• The trouble is in the UK we have no official residence. Many parts of the world require you to register where you live (after something like 3 months) with the authorities and keep them updated when you move. That kind of thing has always been resisted for lots of good reasons but it means it is much harder to know who is living here, how long for etc. It's inevitable that when you try and infer residence from a collection of other databases gathered for other reasons it's going to be a mess.

  • What good reasons?

    But yes agreed it's due to doing this afterwards. Still 100 million got used for a no deal Brexit campaign, and they didn't bother posting a letter about this to all UK addresses.

  • What good reasons?

    This is something I've had a bit of an awakening on recently. When the Tories tried to bring in compulsory ID cards we all pushed back against it - Orwell, big brother, etc., and they backed away. That felt like a good reason at the time.

    However those cards would've enabled quite a lot of the nonsense that Farage and his ilk talked, especially the stuff about 'open borders' and 'not knowing who's here' and so on, to be challenged effectively.

  • Same reason there was so much opposition to ID cards. There's a real "civil liberties" streak amongst Anglos that you often don't see elsewhere. There are benefits to this (access to the health services is much easier here than other places) and negatives (it becomes the duty of individuals to prove things rather than the state's duty to keep records of them).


ACTIVITY:
All entries must be repeated exactly. No picture should appear in the result.

Figure collection entries:
* * * * *
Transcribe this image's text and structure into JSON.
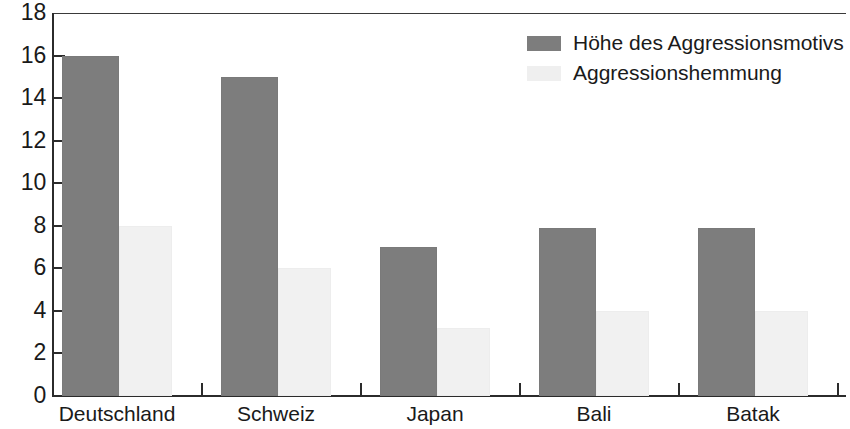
{
  "chart_data": {
    "type": "bar",
    "title": "",
    "xlabel": "",
    "ylabel": "",
    "ylim": [
      0,
      18
    ],
    "yticks": [
      0,
      2,
      4,
      6,
      8,
      10,
      12,
      14,
      16,
      18
    ],
    "grid": false,
    "legend_position": "top-right",
    "categories": [
      "Deutschland",
      "Schweiz",
      "Japan",
      "Bali",
      "Batak"
    ],
    "series": [
      {
        "name": "Höhe des Aggressionsmotivs",
        "color": "#7d7d7d",
        "values": [
          16.0,
          15.0,
          7.0,
          7.9,
          7.9
        ]
      },
      {
        "name": "Aggressionshemmung",
        "color": "#f1f1f1",
        "values": [
          8.0,
          6.0,
          3.2,
          4.0,
          4.0
        ]
      }
    ]
  },
  "axis": {
    "y_tick_labels": [
      "18",
      "16",
      "14",
      "12",
      "10",
      "8",
      "6",
      "4",
      "2",
      "0"
    ],
    "x_tick_labels": [
      "Deutschland",
      "Schweiz",
      "Japan",
      "Bali",
      "Batak"
    ]
  },
  "legend": {
    "items": [
      {
        "label": "Höhe des Aggressionsmotivs",
        "swatch": "dark"
      },
      {
        "label": "Aggressionshemmung",
        "swatch": "light"
      }
    ]
  },
  "colors": {
    "series_dark": "#7d7d7d",
    "series_light": "#f1f1f1",
    "axis": "#2b2b2b",
    "background": "#ffffff",
    "text": "#1a1a1a"
  }
}
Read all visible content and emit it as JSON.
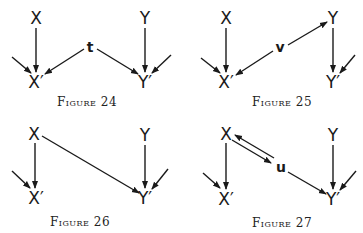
{
  "figures": [
    {
      "caption": "Figure 24",
      "nodes": {
        "x": "X",
        "xp": "X′",
        "y": "Y",
        "yp": "Y′",
        "mid": "t"
      },
      "edges": [
        "X→X′",
        "Y→Y′",
        "t→X′",
        "t→Y′",
        "external→X′",
        "external→Y′"
      ]
    },
    {
      "caption": "Figure 25",
      "nodes": {
        "x": "X",
        "xp": "X′",
        "y": "Y",
        "yp": "Y′",
        "mid": "v"
      },
      "edges": [
        "X→X′",
        "Y→Y′",
        "v→X′",
        "v→Y",
        "external→X′",
        "external→Y′"
      ]
    },
    {
      "caption": "Figure 26",
      "nodes": {
        "x": "X",
        "xp": "X′",
        "y": "Y",
        "yp": "Y′"
      },
      "edges": [
        "X→X′",
        "Y→Y′",
        "X→Y′",
        "external→X′",
        "external→Y′"
      ]
    },
    {
      "caption": "Figure 27",
      "nodes": {
        "x": "X",
        "xp": "X′",
        "y": "Y",
        "yp": "Y′",
        "mid": "u"
      },
      "edges": [
        "X→X′",
        "Y→Y′",
        "X→u",
        "u→X",
        "u→Y′",
        "external→X′",
        "external→Y′"
      ]
    }
  ]
}
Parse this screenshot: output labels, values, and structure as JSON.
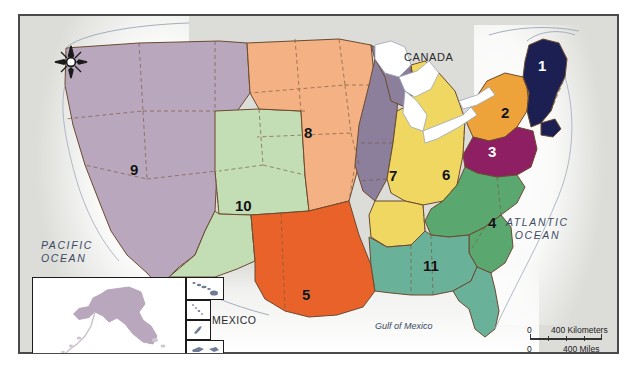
* * * * *
ANSWER TO THIS EXERCISE:
Transcribe this image's text and structure into JSON.
{
  "chart_data": {
    "type": "bar",
    "title": "",
    "xlabel": "",
    "ylabel": "",
    "ylim": [
      0,
      18
    ],
    "yticks": [
      0,
      2,
      4,
      6,
      8,
      10,
      12,
      14,
      16,
      18
    ],
    "grid": false,
    "legend_position": "top-right",
    "categories": [
      "Deutschland",
      "Schweiz",
      "Japan",
      "Bali",
      "Batak"
    ],
    "series": [
      {
        "name": "Höhe des Aggressionsmotivs",
        "color": "#7d7d7d",
        "values": [
          16.0,
          15.0,
          7.0,
          7.9,
          7.9
        ]
      },
      {
        "name": "Aggressionshemmung",
        "color": "#f1f1f1",
        "values": [
          8.0,
          6.0,
          3.2,
          4.0,
          4.0
        ]
      }
    ]
  },
  "axis": {
    "y_tick_labels": [
      "18",
      "16",
      "14",
      "12",
      "10",
      "8",
      "6",
      "4",
      "2",
      "0"
    ],
    "x_tick_labels": [
      "Deutschland",
      "Schweiz",
      "Japan",
      "Bali",
      "Batak"
    ]
  },
  "legend": {
    "items": [
      {
        "label": "Höhe des Aggressionsmotivs",
        "swatch": "dark"
      },
      {
        "label": "Aggressionshemmung",
        "swatch": "light"
      }
    ]
  },
  "colors": {
    "series_dark": "#7d7d7d",
    "series_light": "#f1f1f1",
    "axis": "#2b2b2b",
    "background": "#ffffff",
    "text": "#1a1a1a"
  }
}
Read all visible content and emit it as JSON.
{
  "figures": [
    {
      "caption": "Figure 24",
      "nodes": {
        "x": "X",
        "xp": "X′",
        "y": "Y",
        "yp": "Y′",
        "mid": "t"
      },
      "edges": [
        "X→X′",
        "Y→Y′",
        "t→X′",
        "t→Y′",
        "external→X′",
        "external→Y′"
      ]
    },
    {
      "caption": "Figure 25",
      "nodes": {
        "x": "X",
        "xp": "X′",
        "y": "Y",
        "yp": "Y′",
        "mid": "v"
      },
      "edges": [
        "X→X′",
        "Y→Y′",
        "v→X′",
        "v→Y",
        "external→X′",
        "external→Y′"
      ]
    },
    {
      "caption": "Figure 26",
      "nodes": {
        "x": "X",
        "xp": "X′",
        "y": "Y",
        "yp": "Y′"
      },
      "edges": [
        "X→X′",
        "Y→Y′",
        "X→Y′",
        "external→X′",
        "external→Y′"
      ]
    },
    {
      "caption": "Figure 27",
      "nodes": {
        "x": "X",
        "xp": "X′",
        "y": "Y",
        "yp": "Y′",
        "mid": "u"
      },
      "edges": [
        "X→X′",
        "Y→Y′",
        "X→u",
        "u→X",
        "u→Y′",
        "external→X′",
        "external→Y′"
      ]
    }
  ]
}
Parse this screenshot: output labels, values, and structure as JSON.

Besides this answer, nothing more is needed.